Watch his shock announcement below:
Over the last 72 hours, Matthews had come under fire for previous “sexist” comments that were exposed in a GQ column.
The GQ released article headlined, “Like Warren, I Had My Own Sexist Run-In with Chris Matthews.”. In it, Laura Bassett revealed that Matthews had said sexist language at her multiple times.
During the most recent Democratic primary debate, Matthews asked Senator Elizabeth Warren about why she hammered billionaire presidential candidate Michael Bloomberg for allegedly telling a former employee to “kill” her unborn child.
“Why would he lie?” Matthews asked Warren of Bloomberg’s denial of the incident. “Because just to protect himself?”
“You believe he’s lying,” Matthews said to Warren. After Warren said she believed the woman who accused Bloomberg, Matthews asked why Bloomberg would lie.
Warren replied: “Yeah, and why would she lie? I mean, that’s the question, Chris.”
In her piece in GQ, Basset recalled an example of when Matthews made a sexist comment towards her: “Why haven’t I fallen in love with you yet?” Matthews had asked as she was getting her makeup done.

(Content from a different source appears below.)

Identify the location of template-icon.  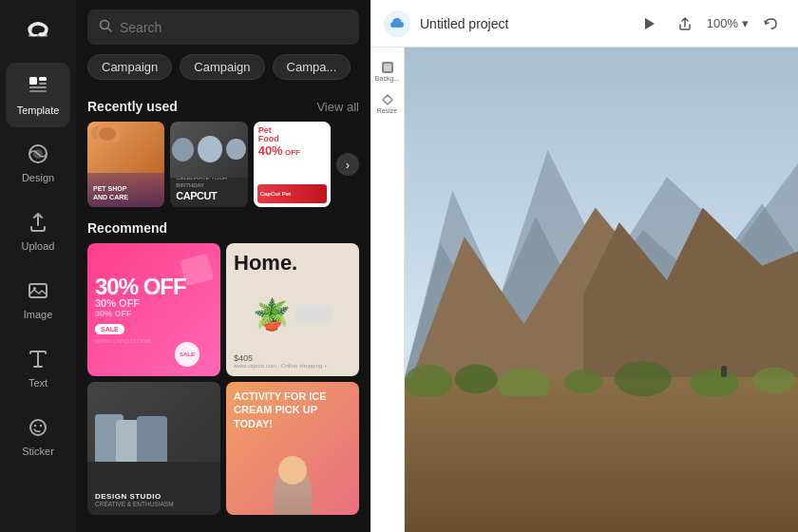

The number of on-air incidents is long, exhausting, and creepy, including commenting to Erin Burnett, for example, “You’re a knockout… it’s all right getting bad news from you,” while telling her to move closer to the camera. Behind the scenes, one of Matthews’s former producers told The Daily Caller in 2017 that he allegedly rated his female guests on a numerical scale and would name a “hottest of the week,” like a “teenage boy.” In 1999, an assistant producer accused Matthews of sexual harassment, which CNBC, the show’s network at the time, investigated. They concluded that the comments were “inappropriate,” and Matthews received a “stern reprimand,” according to an MSNBC spokesperson.

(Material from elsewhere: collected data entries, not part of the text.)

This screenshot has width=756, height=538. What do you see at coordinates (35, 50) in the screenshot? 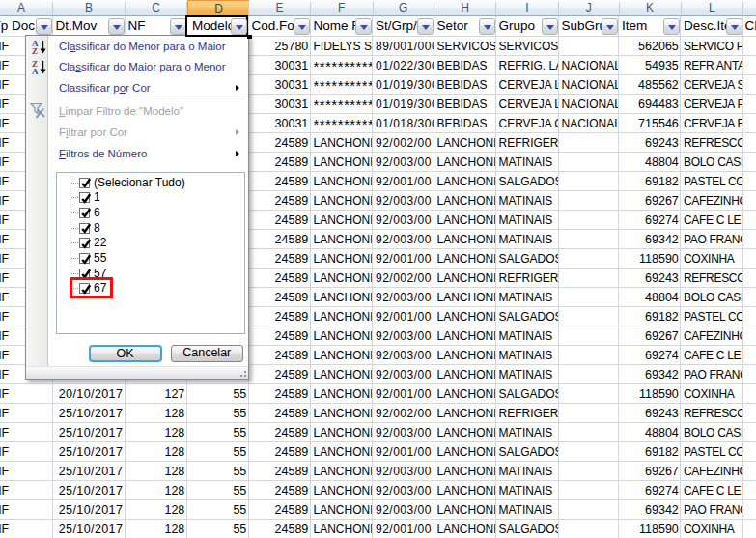
I see `svg-text: Z` at bounding box center [35, 50].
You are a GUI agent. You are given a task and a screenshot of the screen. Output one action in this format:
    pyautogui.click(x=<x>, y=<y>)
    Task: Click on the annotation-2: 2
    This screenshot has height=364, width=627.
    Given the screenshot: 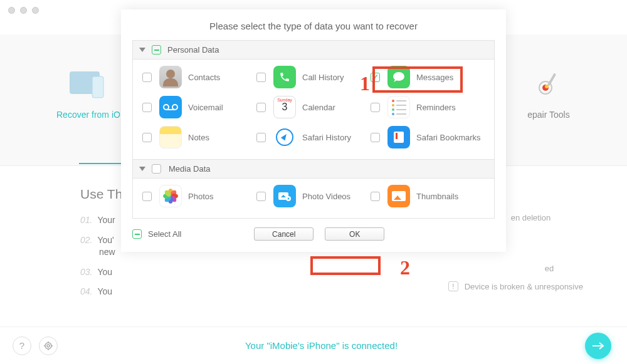 What is the action you would take?
    pyautogui.click(x=405, y=268)
    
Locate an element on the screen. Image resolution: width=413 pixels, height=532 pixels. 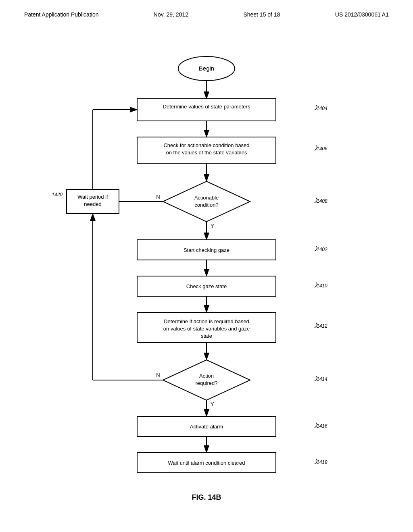
svg-text: 1418 is located at coordinates (322, 462).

This tendency to objectify women in his orbit has bled into his treatment of female politicians and candidates. He has repeatedly lusted over women in politics on air, including remarking in 2011 that there’s “something electric” and “very attractive” about the way former vice presidential candidate Sarah Palin walks and moves, and noting in 2017 that acting attorney general Sally Yates is “attractive, obviously.” But he has reserved a particular contempt for the woman who made it closest to ascending the heights of American political power, Hillary Clinton, calling her “witchy,” “anti-male,” and “She-Devil.”

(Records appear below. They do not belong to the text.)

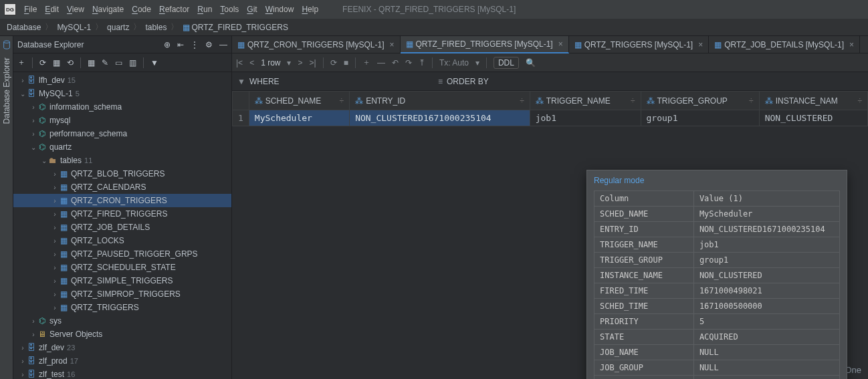 This screenshot has width=868, height=379. What do you see at coordinates (43, 63) in the screenshot?
I see `refresh-icon: ⟳` at bounding box center [43, 63].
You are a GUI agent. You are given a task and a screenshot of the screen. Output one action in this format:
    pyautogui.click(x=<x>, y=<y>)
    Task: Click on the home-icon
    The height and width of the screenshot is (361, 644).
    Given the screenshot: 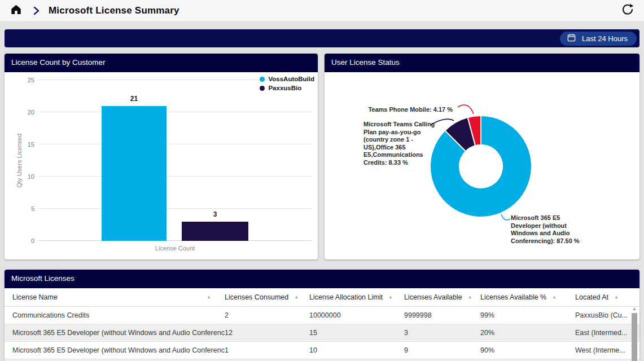 What is the action you would take?
    pyautogui.click(x=16, y=10)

The Cut obtained footage of him joking in early 2016, just before a live interview with then candidate Clinton, “where’s that Bill Cosby pill,” referring to the date-rape drug. In 2005, he openly wondered whether the troops would “take the orders” from a female president; after another interview, he pinched Clinton’s cheek; and in another, he suggested that she had only had so much political success because her husband had “messed around.” This evening anchor, in addition to everything else, has repeatedly challenged whether women are legitimate politicians or could be president at all. “I was thinking how hard it is for a woman to take on a job that’s always been held by men,” he said of Clinton in 2006.